Figure 1. Vulkan Video extensions

Encode Intra-refresh Extension

In today’s increasingly wireless world, intra-refresh is a valuable tool for enhancing video playback robustness in the presence of network errors. As a result, it is commonly used in broadcast streams, wireless video transmission, VoIP calls, and many other streaming applications.

Typically, each video frame is categorized as either a keyframe (which has no dependencies on other frames) or a predicted frame (which depends on other frames). If a keyframe or predicted frame cannot be correctly decoded—due to data corruption or dropped packets—persistent errors can occur due to inter-frame dependencies, as illustrated in Figure 2. This issue is especially severe when a keyframe fails to decode succesfully, as it is required to properly decode all subsequent predicted frames.

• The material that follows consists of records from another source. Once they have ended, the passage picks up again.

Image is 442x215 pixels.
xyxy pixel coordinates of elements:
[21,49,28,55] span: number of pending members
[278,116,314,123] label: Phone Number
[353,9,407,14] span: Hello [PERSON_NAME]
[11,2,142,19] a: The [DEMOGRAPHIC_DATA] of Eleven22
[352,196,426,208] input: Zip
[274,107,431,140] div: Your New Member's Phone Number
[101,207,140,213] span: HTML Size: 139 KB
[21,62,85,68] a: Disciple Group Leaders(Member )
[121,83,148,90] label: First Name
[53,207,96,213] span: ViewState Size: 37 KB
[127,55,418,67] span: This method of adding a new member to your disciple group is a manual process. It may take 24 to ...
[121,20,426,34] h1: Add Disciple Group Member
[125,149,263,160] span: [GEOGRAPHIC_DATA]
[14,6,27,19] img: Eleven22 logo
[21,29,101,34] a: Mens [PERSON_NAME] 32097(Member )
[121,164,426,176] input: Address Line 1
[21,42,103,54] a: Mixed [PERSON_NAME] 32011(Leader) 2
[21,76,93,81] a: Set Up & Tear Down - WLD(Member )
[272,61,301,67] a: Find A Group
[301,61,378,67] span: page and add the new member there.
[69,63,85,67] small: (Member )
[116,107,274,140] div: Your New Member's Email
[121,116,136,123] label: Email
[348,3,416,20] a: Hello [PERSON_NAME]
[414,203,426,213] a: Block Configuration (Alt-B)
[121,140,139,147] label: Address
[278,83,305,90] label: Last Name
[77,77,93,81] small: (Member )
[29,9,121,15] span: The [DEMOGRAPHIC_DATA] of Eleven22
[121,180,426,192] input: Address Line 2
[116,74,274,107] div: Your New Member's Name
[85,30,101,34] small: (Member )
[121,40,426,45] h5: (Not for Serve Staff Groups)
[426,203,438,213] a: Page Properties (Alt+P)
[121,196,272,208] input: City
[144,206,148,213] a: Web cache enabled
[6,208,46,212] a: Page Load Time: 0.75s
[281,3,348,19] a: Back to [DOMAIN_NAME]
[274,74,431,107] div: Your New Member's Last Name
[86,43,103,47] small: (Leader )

Figure 2. Dependency on corrupted previous frames causes persistent decoding errors

Intra-refresh repairs data corruption by gradually replacing predicted blocks with independently coded (intra-predicted) blocks over successive frames, limiting the spread of errors and eventually restoring clean reference data, as illustrated in Figure 3. Each frame in the input sequence is partitioned into intra-refresh regions, with all coding blocks in exactly one of these regions (highlighted in green) encoded using intra-prediction—thereby ‘refreshing’ that portion of the frame. The selected region is identified by its intra-refresh index. By incrementing this index across successive frames, the contents of all coding blocks are eventually refreshed.

The intra-refresh cycle is the complete set of frames required to refresh all regions of the input content. The final frame in the cycle is a clean frame, in which all coding blocks have been refreshed. Figure 3 illustrates an intra-refresh cycle lasting three frames. By repeating such cycles, the propagation of data errors can be significantly reduced.

Figure 3. Decode using Intra-Refresh mitigates against data corruption errors

Figure 3. illustrates intra-refresh regions being refreshed in a vertical pattern through the sequence of frames. Implementations may support additional intra-refresh modes, where intra-refresh regions are refreshed horizontally across a frame sequence.

More details on intra-refresh modes and other aspects of this extension can be found in the proposal document and specification.

Call for Action, Feedback & Support!

The Vulkan Working Group encourages developers to leverage the Vulkan Video extensions to unlock new levels of performance and functionality in their video applications. We welcome all feedback on the Encode Intra-refresh extension via the Vulkan issue tracker on GitHub and will continue to update issues with links to relevant Vulkan Video resources as they become available. We also look forward to hearing about additional features that are important to your use cases and should be considered for future Vulkan Video extensions.

An upcoming release of the Vulkan SDK will include updated Vulkan headers and Validation Layer support for the newly released video extensions. Meanwhile, you can find the Vulkan headers here.

Vulkan drivers supporting the Encode Intra-refresh extension, together with all previously released Vulkan Video extensions, are already available, including:

There is strong open-source community adoption of Vulkan Video, including decode and encode support in the GStreamer and FFmpeg multimedia frameworks, as well as the RADV/ANV open-source Vulkan drivers for AMD/Intel GPUs.

The Khronos open-source Vulkan Video sample is being updated to illustrate the use of the Encode Intra-refresh extension, and Igalia’s Vulkan Video status page provides an excellent compilation of Vulkan Video-related ecosystem resources.

We encourage your participation in shaping the Vulkan Video roadmap. See khronos.org/members to learn how to join Khronos and participate in the definition of any of our open standards.

Thank you for your interest in Vulkan Video. We hope you find it effective for your use cases and applications. We look forward to supporting your needs with additional codecs and features.